Is YouTube’s Crackdown on Vaccine Misinformation Going to Be Effective?
Is YouTube’s Crackdown on Vaccine Misinformation Going to Be Effective?
Social media experts discuss YouTube’s new policy and whether it could backfire
Just as soon as the COVID-19 global pandemic spread like wildfire in early 2020, so did misinformation about how the virus spreads, who’s most susceptible, and more. In response, YouTube updated its community guidelines to prohibit content creators from publishing videos containing COVID-19 misinformation. Now, the social media titan is once again revamping its community guidelines, this time taking aim at content creators trying to push anti-vaccine propaganda.
Last week, YouTube announced it will no longer allow content containing misinformation about any vaccines that are approved and confirmed to be safe and effective by health authorities. The new guidelines include some notable exceptions, allowing for publishers to post “content about vaccine policies, new vaccine trials, and historical vaccine successes or failures” and “personal testimonies relating to vaccines.”
The Brink reached out to two Boston University experts in cybersecurity and online communities to ask what YouTube’s decision to censor vaccine misinformation means, and whether it could backfire. Gianluca Stringhini, a BU College of Engineering assistant professor of computer and electrical engineering and a research fellow at BU’s Rafik B. Hariri Institute for Computing and Computational Science & Engineering, researches the spread of malicious activity on the internet. Nina Cesare, a postdoctoral associate at the BU School of Public Health, uses machine learning to study digital data and how it impacts society.
Q&A
With Gianluca Stringhini and Nina Cesare
The Brink: Vaccine misinformation has been spreading online for the better part of 2021. Why is YouTube implementing this policy now?
Nina Cesare: I suspect this is a reaction to the recent COVID-19 surge attributable to the Delta variant. Projections indicate that viral spread is much more likely among the unvaccinated portion of the population, and that unvaccinated people are much more likely to experience severe and possibly fatal symptoms that require hospitalization. Despite seeing a promising start to vaccine distribution efforts, we’re [still] seeing a dangerous lag in vaccination [rates overall]. We’re past the time to make steps toward combating misinformation.
The Brink: What do you think about YouTube’s new guidelines banning vaccine misinformation?
Gianluca Stringhini: I think that this policy is going in the right direction. There is a fine line to be walked between dangerous misinformation and free speech, and I think that a policy allowing [open] debate about public health measures like vaccine mandates—but not the spread of unfounded health claims—is reasonable.
Cesare: I support efforts to identify and block the spread of vaccine misinformation on social media. If we can take steps toward ensuring [online] posts only spread verified information, it is possible that collective vaccine skepticism will drop.
The Brink: Do you think YouTube’s policy will have a significant impact on vaccine skepticism?
Stringhini: With YouTube being by far the [top] platform for [sharing] video content, a significant reduction in health misinformation on the platform would definitely have an impact on how many users are exposed to it.
At the same time, having one [major] platform crack down on misinformation creates a space for alternative [content-hosting] platforms to flourish. I’m thinking, for example, of BitChute, an alternative [video-hosting] platform where conspiracy theorists have been gathering. While the platform itself has fewer users, [links to its] content can still be shared on mainstream social media [channels] like Facebook and Twitter, allowing a large number of users to see it.
Cesare: I hope this shift will help reduce belief in vaccine misinformation, but I wonder if misinformation will be shared through other platforms. We witnessed a migration toward alternative social media platforms, such as Parler, when Facebook began to flag election-related misinformation. We may see a similar event with this policy shift.
For [people who are] skeptical of [the COVID-19 vaccines’] safety and efficacy, [their] distrust [of vaccines] may be deeply rooted in an array of broader issues…. Identifying the root of this skepticism may be more complex. For these individuals, ensuring they digest accurate facts may not be an effective pathway forward. Building trust in medical institutions may help resolve vaccine skepticism.
The Brink: How does such a large social platform like YouTube ensure that all vaccine-related misinformation is blocked?
Stringhini: This is the tricky part. Unlike text, where we have fairly robust techniques to identify false claims using natural language processing, doing the same thing with videos is much more challenging. Analyzing a video stream requires image processing as well as audio processing, and these techniques are not as well refined and are also much more computationally intensive than text processing. A mechanism that only looks at the title of a video and perhaps at its description would not be as effective, since the video content may actually contain something different than what is advertised.
Cesare: Algorithmic identification of misinformation—especially misinformation transmitted through audio and video—is a computational challenge. Users are clever, and may find ways to bypass feature identification.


**TASK DIRECTIONS**
Among the entries below, find the lines with the word "source" and return them.

**TASK INPUT**
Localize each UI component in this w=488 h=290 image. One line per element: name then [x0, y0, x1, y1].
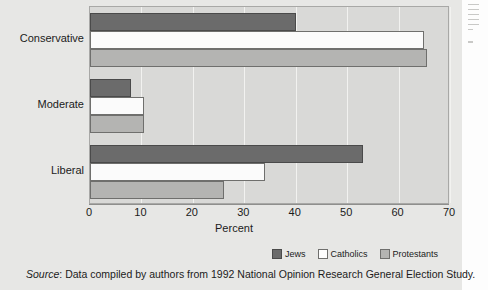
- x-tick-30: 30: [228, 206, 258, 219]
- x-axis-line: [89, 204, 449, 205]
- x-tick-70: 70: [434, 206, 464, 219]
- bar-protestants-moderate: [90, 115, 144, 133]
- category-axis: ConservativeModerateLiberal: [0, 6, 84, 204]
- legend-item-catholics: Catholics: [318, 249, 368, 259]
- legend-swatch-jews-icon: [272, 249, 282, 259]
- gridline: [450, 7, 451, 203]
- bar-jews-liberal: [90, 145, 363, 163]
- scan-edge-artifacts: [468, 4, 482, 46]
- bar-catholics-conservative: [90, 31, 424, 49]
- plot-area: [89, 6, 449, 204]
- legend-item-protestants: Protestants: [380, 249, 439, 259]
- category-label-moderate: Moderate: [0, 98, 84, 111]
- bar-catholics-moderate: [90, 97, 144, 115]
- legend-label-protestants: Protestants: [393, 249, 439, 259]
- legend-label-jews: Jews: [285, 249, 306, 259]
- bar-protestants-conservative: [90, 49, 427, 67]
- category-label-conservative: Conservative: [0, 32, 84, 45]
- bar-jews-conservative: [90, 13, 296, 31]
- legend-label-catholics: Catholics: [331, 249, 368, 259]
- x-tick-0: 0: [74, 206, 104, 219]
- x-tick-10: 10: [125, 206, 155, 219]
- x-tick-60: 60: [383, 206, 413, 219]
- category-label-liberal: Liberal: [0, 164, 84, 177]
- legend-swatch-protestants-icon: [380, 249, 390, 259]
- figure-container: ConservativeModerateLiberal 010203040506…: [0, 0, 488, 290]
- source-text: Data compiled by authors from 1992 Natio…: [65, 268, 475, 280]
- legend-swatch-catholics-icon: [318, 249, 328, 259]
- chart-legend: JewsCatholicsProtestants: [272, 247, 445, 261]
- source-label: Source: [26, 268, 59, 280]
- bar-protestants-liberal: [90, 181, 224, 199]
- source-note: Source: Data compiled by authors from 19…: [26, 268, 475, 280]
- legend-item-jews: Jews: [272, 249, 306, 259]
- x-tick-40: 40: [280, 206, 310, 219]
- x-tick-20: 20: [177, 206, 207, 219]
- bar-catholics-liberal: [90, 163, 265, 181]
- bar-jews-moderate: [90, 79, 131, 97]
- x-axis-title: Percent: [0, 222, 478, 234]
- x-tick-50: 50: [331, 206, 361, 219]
---
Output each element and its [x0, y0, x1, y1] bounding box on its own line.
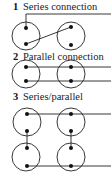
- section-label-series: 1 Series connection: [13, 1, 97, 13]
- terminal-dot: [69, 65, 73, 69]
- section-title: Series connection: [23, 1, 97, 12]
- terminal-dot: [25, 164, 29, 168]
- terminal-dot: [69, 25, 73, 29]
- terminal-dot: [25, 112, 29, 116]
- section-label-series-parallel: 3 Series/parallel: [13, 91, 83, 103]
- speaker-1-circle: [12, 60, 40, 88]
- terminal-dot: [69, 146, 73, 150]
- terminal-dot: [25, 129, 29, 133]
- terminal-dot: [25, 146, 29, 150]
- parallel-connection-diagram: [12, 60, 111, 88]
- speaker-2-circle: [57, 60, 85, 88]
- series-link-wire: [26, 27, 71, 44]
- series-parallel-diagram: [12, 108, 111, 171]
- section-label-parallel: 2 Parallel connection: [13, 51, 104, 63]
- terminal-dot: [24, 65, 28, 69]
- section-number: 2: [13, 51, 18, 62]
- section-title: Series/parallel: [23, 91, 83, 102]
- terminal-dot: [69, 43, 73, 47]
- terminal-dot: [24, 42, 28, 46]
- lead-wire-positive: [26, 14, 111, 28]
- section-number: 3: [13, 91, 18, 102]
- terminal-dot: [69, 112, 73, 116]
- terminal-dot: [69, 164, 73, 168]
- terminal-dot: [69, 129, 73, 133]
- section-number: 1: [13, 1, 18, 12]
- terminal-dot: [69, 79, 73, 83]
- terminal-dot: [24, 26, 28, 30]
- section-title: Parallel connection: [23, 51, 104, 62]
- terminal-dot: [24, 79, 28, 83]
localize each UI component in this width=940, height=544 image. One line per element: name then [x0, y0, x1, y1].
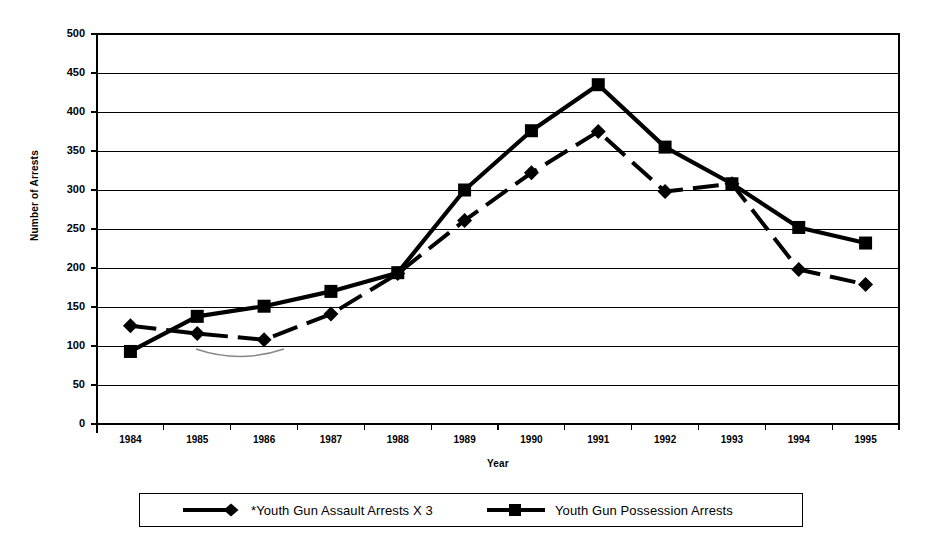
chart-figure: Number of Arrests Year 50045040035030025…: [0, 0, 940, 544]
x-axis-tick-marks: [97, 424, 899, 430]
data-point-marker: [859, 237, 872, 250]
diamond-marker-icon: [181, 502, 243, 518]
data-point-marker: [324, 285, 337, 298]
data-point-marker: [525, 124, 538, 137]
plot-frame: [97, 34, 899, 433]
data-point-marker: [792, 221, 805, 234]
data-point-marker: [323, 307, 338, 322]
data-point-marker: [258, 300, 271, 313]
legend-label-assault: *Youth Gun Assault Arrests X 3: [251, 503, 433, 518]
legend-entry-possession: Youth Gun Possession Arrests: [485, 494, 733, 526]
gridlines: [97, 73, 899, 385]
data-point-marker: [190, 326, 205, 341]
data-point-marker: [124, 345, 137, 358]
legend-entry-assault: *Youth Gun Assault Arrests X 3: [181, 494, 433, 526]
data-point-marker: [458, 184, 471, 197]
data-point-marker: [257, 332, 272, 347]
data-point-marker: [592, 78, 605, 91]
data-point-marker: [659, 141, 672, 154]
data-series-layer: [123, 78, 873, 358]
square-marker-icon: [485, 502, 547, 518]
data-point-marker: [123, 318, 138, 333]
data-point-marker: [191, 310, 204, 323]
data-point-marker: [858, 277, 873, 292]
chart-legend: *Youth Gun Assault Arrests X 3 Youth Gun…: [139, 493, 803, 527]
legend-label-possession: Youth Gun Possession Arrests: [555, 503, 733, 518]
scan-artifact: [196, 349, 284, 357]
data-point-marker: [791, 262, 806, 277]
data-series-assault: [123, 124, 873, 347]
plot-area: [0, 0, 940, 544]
--
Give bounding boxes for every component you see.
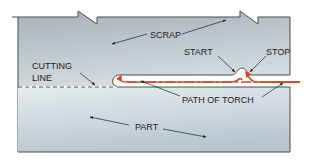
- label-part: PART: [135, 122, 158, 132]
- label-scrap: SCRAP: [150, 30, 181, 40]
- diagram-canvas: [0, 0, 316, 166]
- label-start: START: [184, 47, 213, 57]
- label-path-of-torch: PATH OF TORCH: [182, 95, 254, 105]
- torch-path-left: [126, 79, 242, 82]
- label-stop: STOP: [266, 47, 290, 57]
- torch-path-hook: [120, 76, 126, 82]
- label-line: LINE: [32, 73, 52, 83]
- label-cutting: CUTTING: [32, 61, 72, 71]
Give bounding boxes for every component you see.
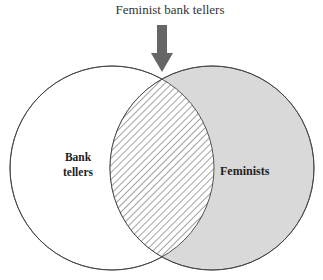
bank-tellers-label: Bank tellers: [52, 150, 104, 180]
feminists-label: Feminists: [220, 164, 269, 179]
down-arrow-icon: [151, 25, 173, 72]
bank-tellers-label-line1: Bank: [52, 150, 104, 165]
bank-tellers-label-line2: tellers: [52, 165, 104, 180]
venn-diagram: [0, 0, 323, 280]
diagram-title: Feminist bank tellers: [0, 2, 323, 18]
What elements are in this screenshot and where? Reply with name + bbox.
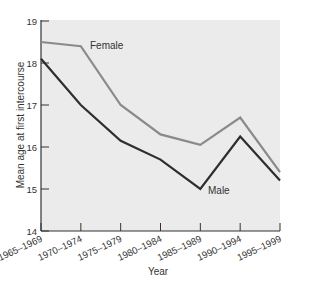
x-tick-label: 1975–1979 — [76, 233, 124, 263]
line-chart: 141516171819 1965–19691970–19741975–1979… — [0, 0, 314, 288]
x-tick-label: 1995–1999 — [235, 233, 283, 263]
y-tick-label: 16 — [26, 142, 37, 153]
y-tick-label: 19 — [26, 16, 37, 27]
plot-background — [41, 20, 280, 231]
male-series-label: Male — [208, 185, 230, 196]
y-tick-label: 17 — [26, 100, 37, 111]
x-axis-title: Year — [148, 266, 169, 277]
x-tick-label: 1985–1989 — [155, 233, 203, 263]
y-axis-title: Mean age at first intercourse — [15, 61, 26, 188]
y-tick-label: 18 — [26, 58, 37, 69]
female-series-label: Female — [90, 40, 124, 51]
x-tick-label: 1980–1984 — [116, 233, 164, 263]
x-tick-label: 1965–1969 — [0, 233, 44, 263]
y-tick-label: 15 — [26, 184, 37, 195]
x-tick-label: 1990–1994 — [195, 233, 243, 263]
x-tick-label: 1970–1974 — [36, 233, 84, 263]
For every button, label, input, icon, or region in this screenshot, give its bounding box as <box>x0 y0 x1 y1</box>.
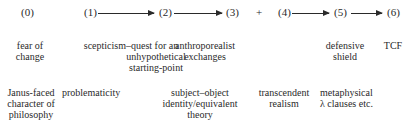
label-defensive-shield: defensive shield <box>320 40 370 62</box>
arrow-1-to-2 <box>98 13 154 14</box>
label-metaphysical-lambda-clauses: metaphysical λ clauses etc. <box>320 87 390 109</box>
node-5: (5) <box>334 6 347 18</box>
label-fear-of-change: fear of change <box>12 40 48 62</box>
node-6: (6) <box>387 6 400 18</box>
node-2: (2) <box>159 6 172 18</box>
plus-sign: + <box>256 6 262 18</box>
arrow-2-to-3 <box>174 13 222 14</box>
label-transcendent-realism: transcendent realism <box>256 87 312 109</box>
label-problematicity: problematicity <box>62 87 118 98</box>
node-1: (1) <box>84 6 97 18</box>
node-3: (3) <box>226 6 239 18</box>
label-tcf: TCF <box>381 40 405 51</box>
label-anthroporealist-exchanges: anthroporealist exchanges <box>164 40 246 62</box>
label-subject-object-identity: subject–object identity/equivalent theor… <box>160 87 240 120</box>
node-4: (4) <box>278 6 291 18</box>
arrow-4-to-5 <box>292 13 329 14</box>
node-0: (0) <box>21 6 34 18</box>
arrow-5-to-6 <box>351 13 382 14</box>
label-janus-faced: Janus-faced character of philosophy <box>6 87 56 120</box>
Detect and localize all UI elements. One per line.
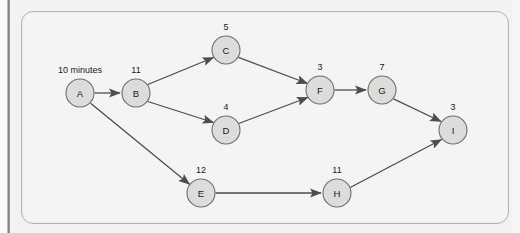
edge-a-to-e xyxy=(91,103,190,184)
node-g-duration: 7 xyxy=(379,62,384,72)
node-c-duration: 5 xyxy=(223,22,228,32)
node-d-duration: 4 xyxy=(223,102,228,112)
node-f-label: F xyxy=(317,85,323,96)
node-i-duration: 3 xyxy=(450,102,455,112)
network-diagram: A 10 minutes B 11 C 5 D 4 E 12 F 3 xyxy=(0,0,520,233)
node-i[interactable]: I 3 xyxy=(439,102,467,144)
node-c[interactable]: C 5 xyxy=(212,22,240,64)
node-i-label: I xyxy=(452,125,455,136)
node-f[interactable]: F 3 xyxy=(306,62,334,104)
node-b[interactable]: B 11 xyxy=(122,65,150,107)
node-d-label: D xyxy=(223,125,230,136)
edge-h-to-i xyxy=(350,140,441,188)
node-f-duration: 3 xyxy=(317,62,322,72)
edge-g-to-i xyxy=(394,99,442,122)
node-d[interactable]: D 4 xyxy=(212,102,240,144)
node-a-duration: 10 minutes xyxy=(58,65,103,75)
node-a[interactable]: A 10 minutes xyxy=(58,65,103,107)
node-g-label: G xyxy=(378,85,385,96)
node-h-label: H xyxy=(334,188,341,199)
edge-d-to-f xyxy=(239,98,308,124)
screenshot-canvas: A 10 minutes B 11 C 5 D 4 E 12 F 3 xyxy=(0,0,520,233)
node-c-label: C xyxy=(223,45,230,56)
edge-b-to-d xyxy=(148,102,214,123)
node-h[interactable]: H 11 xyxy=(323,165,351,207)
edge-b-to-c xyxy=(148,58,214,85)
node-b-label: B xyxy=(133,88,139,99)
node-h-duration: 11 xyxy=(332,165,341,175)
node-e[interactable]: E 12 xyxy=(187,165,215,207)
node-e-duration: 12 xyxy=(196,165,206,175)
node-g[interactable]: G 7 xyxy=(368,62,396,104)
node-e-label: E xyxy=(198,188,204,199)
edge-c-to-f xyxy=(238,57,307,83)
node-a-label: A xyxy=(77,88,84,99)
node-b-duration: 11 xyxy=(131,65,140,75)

**RESULT BELOW**
- source-text: Data compiled by authors from 1992 Natio…: [65, 268, 475, 280]
- source-label: Source: [26, 268, 59, 280]
- source-note: Source: Data compiled by authors from 19…: [26, 268, 475, 280]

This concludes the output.